Governance, risk & compliance United front
Investing to save the planet is not a game, Hoyer stresses, and “green financing is not about reputation or idealism”. EU governments are unanimously committed to climate neutrality and understand full well that a unified approach is needed to mitigate the risks of global warming. The European Climate Law, which sets a target for an emissions reduction of at least 55% by 2030, compared with 1990 levels, is legally binding and already in effect. “The direction of travel in terms of policy and regulation – both at a European and global level – is very clear and investors become increasingly aware of the emerging landscape,” Hoyer says. Fossil fuel projects are not only more expensive and slower to roll out than their low-carbon alternatives, but also likely to become “stranded assets” due to government policies and regulations phasing them out. “We must be very careful,” Hoyer stresses, “to not invest in projects that are neither financially nor economically viable – it is, in many cases, bad business.” A new EU taxonomy, in other words, constitutes a real milestone in defining climate action investment. Providing companies, investors and policymakers with appropriate definitions for which economic activities can be considered environmentally sustainable, the European Commission proposed the first section of the taxonomy back in March 2022. Yet when it came to it, three motions attempted to block the new regulations on the grounds that it should have included nuclear energy and gas power plants as green investments. Austria and Luxembourg threatened to sue the EU, while the Institutional Investors Group on Climate Change (IIGCC), which represents investors with more than €50trn worth of assets under management, wrote to EU member states and the European Parliament to demand that gas be excluded from the taxonomy. An absolute majority was required from members of the parliament, which was not reached, despite 150 campaign groups urging Brussels not to label gas as green. The commission, for its part, believes there is a role for private investment in gas and nuclear activities in the green transition. It’s clear, in short, that the specifics of what makes an investment truly ‘green’ remain contentious. For many, the looser the definition, the better – as the alternative requires radical changes to economic behaviour and a significant redistribution of investment.
The grass is greener
While good optics should not be the priority here, they are inevitably worth considering before a company makes any significant changes. ‘Greenwashing’ – the attempt to make people believe that your company is doing more to protect the environment than it really is – has been described as a systemic problem across the developed world. According to a survey of 150 UK
Future Banking /
www.nsbanking.com
banking executives by tech company Mobiquity, after all, just 59% of lenders are measuring their carbon footprint, even as the same survey found that all executives believe sustainability is crucial to business. The Glasgow Financial Alliance for Net Zero
(GFANZ), which was launched at Cop26 last November, widely grants members a so-called ‘green seal of approval’. Members, including banks, insurers, asset owners, asset managers, financial service providers and investment consultants, all agreed to limit the rise in global temperature to 1.5ºC above pre-industrial levels.
“The direction of travel in terms of policy and regulation – both at a European and global level – is very clear and investors become increasingly aware of the emerging landscape.”
Yet the criteria set out by the alliance contain loopholes that allow members to maintain their existing investment in coal and other fossil fuels beyond 2023. Meanwhile, banks that have signed up to a global climate pledge, led by former Bank of England governor Mark Carney, can still invest unlimited amounts in coal mining and coal power – despite promises to tighten the rules on lending. The disconnect between what banks and governments say they’ll do and what they are doing in reality is hard to ignore. In June 2021, for instance, a group of investors worth $2.4trn accused HSBC of greenwashing, after the London bank continued to fund coal fuel projects even as it pledged to go carbon neutral.
The UK government, for its part, has arguably neglected to prioritise the climate emergency in a meaningful way during the various leadership contests of recent years. Taking action on the climate emergency was the bottom priority for
The governments that comprise the EU acknowledge that a unanimously committed approach is what is needed to tackle climate change.
€1trn
The amount the EIB has pledged to devote in climate action and environmental sustainability investments in the decade to 2030.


> PROBLEM TO SOLVE: Could you restate every entry word for word, leaving the pictures out?

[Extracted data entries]
:::

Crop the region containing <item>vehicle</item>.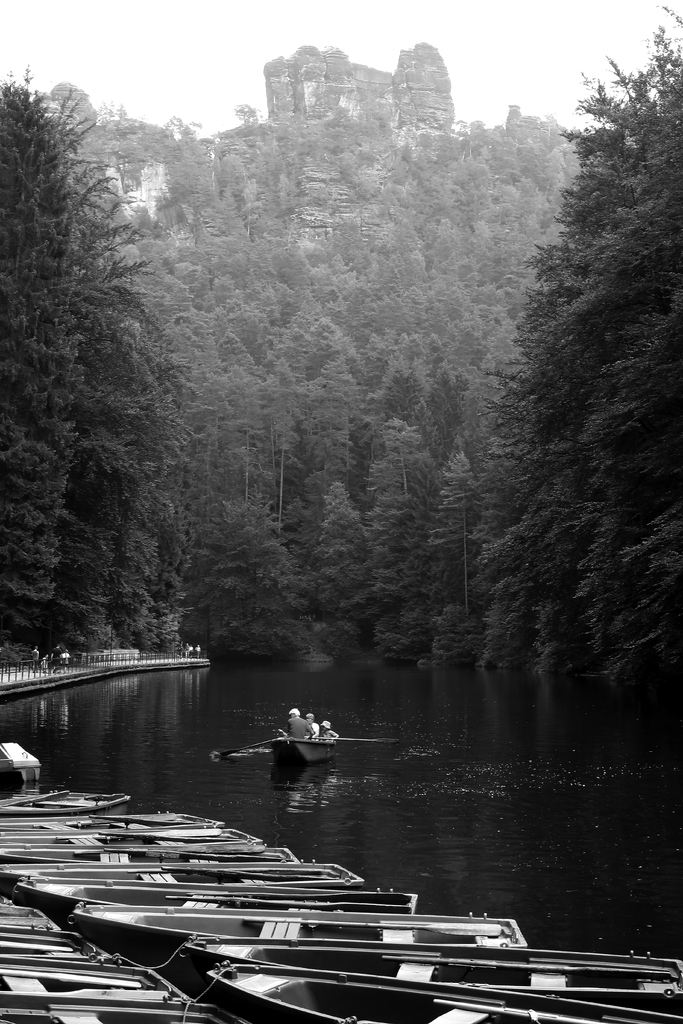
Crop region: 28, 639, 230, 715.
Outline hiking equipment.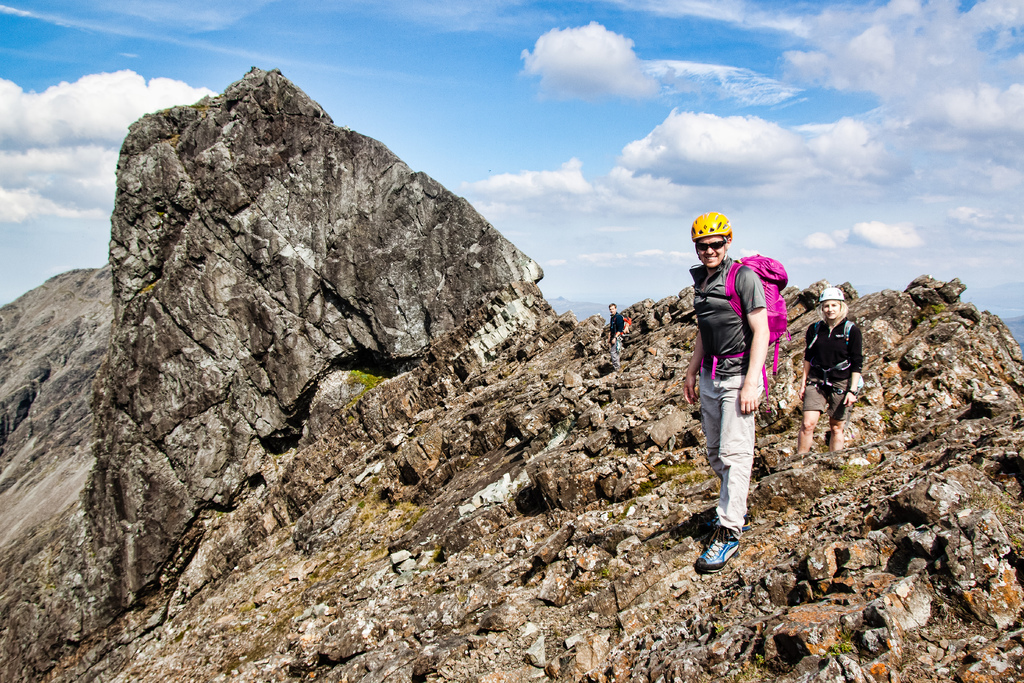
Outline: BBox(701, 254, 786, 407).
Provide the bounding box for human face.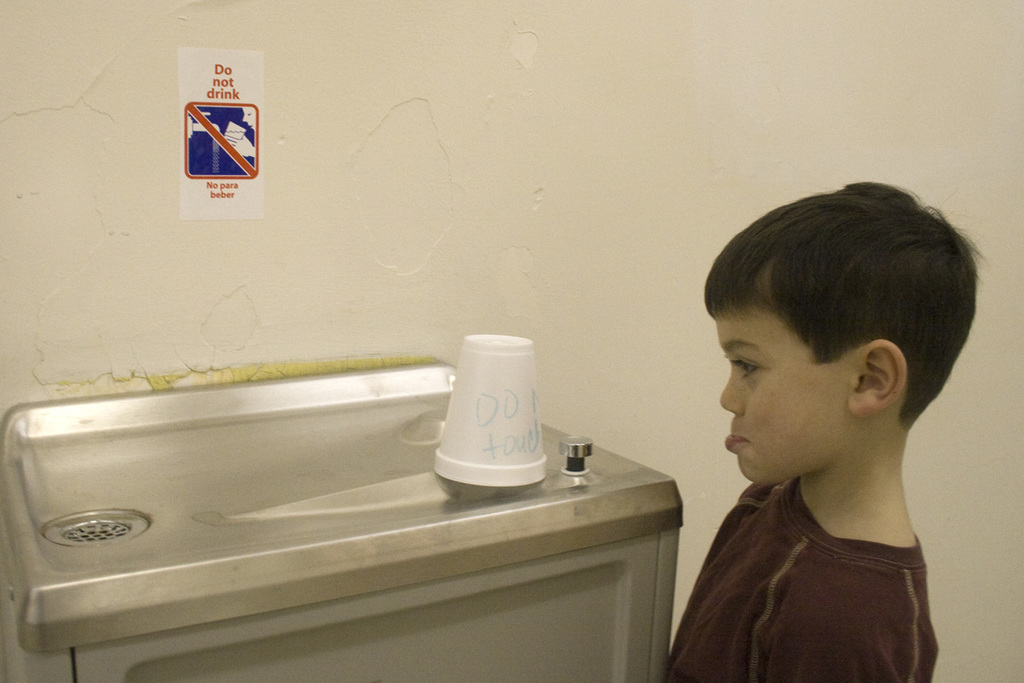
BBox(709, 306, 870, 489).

:::

> SOLUTION:
Crop the region containing <item>vehicle</item>.
Crop region: 28, 639, 230, 715.
Outline hiking equipment.
Outline: BBox(701, 254, 786, 407).
Provide the bounding box for human face.
BBox(709, 306, 870, 489).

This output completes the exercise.